The story behind the launch
New York Musk’s launch sits squarely in Bond No. 9’s strategy of celebrating raw materials through city-tied storytelling. The house’s New York Notes collection (New York Oud, New York Amber, New York Musk, New York Patchouli, etc.) explicitly frames single ingredients as protagonists; New York Musk leans into that concept by centering musk, then surrounding it with fruit, green florals and a spicy heart. Market reception was, and remains, varied — many early adopters and collectors praised the composition’s texture and daring, while others criticized an animalic edge they compared to body-odor-like facets. That polarization has kept the scent conversational in secondary markets and forums, where prices fluctuate and decants are regularly exchanged. From a branding angle Bond No. 9 used New York Musk to reinforce its identity: unapologetically metropolitan, willing to experiment, and oriented toward fragrance buyers who want an olfactory statement rather than a safe crowd-pleaser.
Positioned as a confident, urbane niche offering — marketed toward urban connoisseurs and musk enthusiasts.
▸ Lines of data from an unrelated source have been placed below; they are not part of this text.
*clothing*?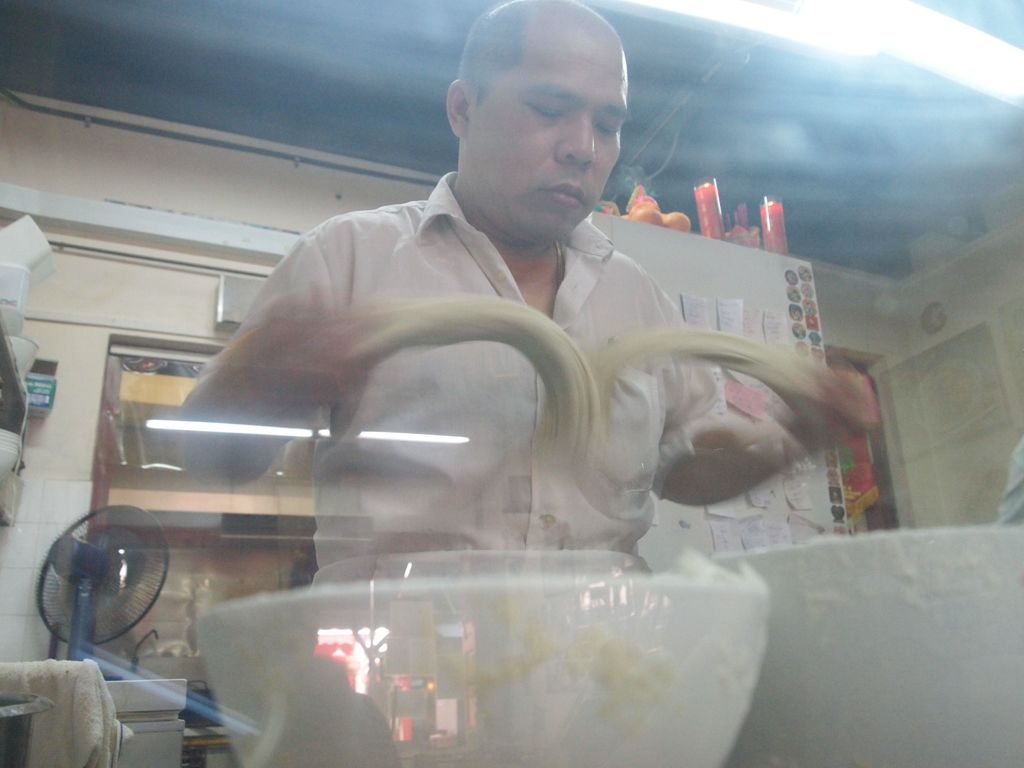
232 172 733 550
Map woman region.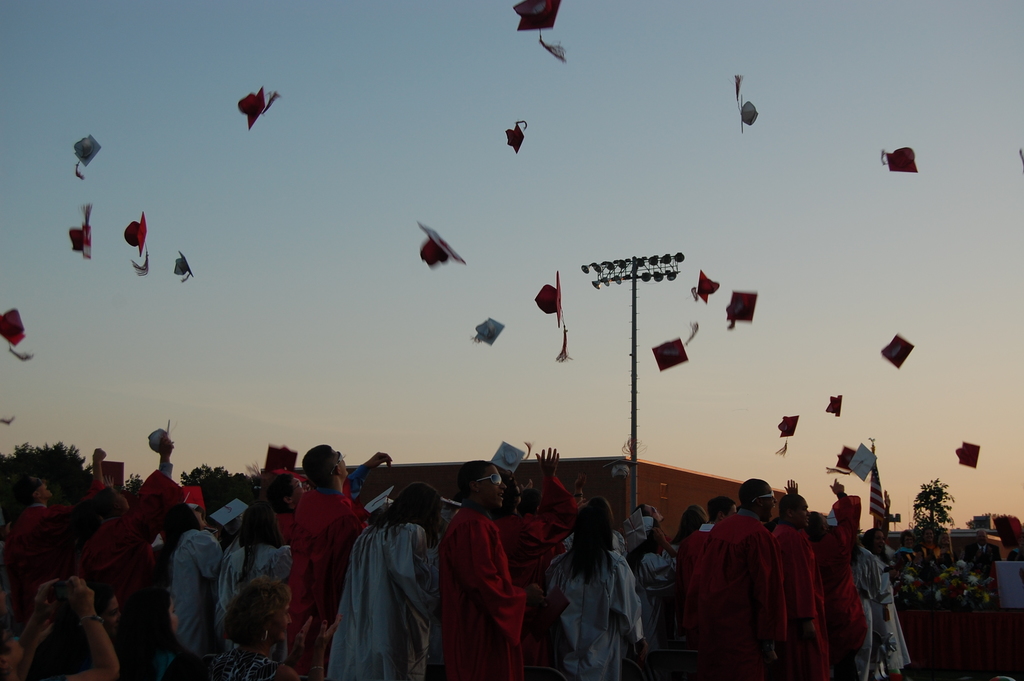
Mapped to 108:582:200:680.
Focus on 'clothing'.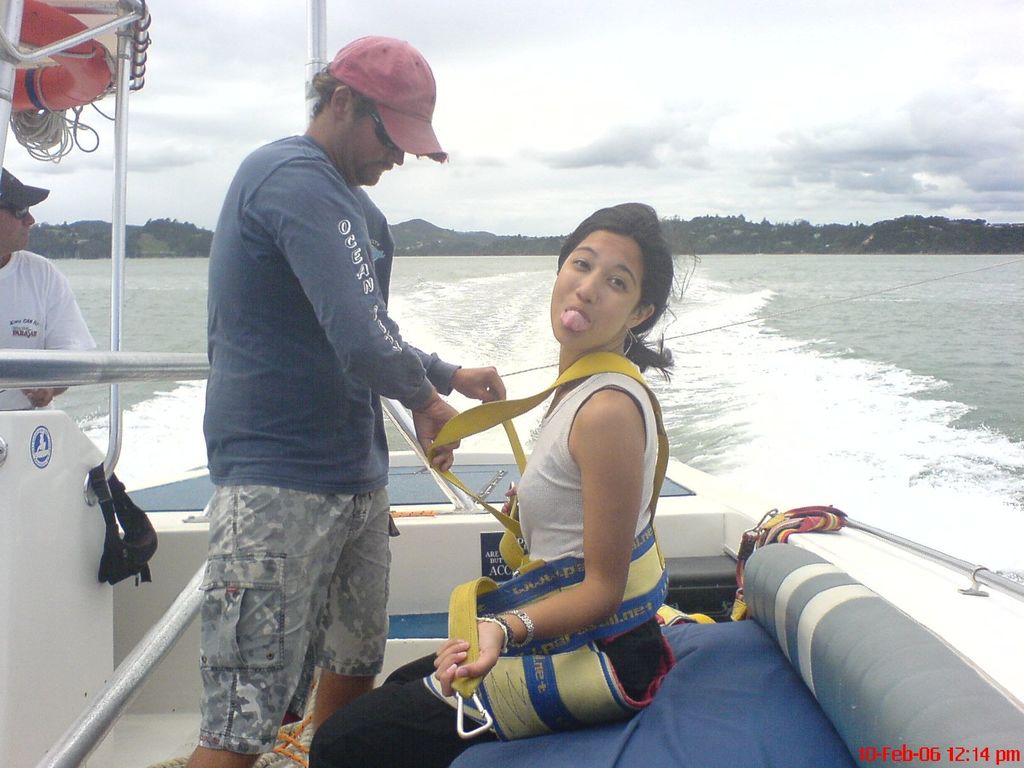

When New York Musk launched in 2012 it arrived at a time when niche brands were experimenting with more textured, animalic musks and sharper top notes. Bond No. 9 positioned the scent inside its New York Notes family — a line where each release explores a single prominent raw material. Commercially, the fragrance targeted collectors and consumers who already associated the house with loud bottles and bold concepts; it was never aimed at the mass-market scent seeker. Over the last decade the perfume has kept a modest but vocal following and has often been discussed as a ‘love it or hate it’ piece that underlines Bond No. 9’s willingness to polarize rather than pander.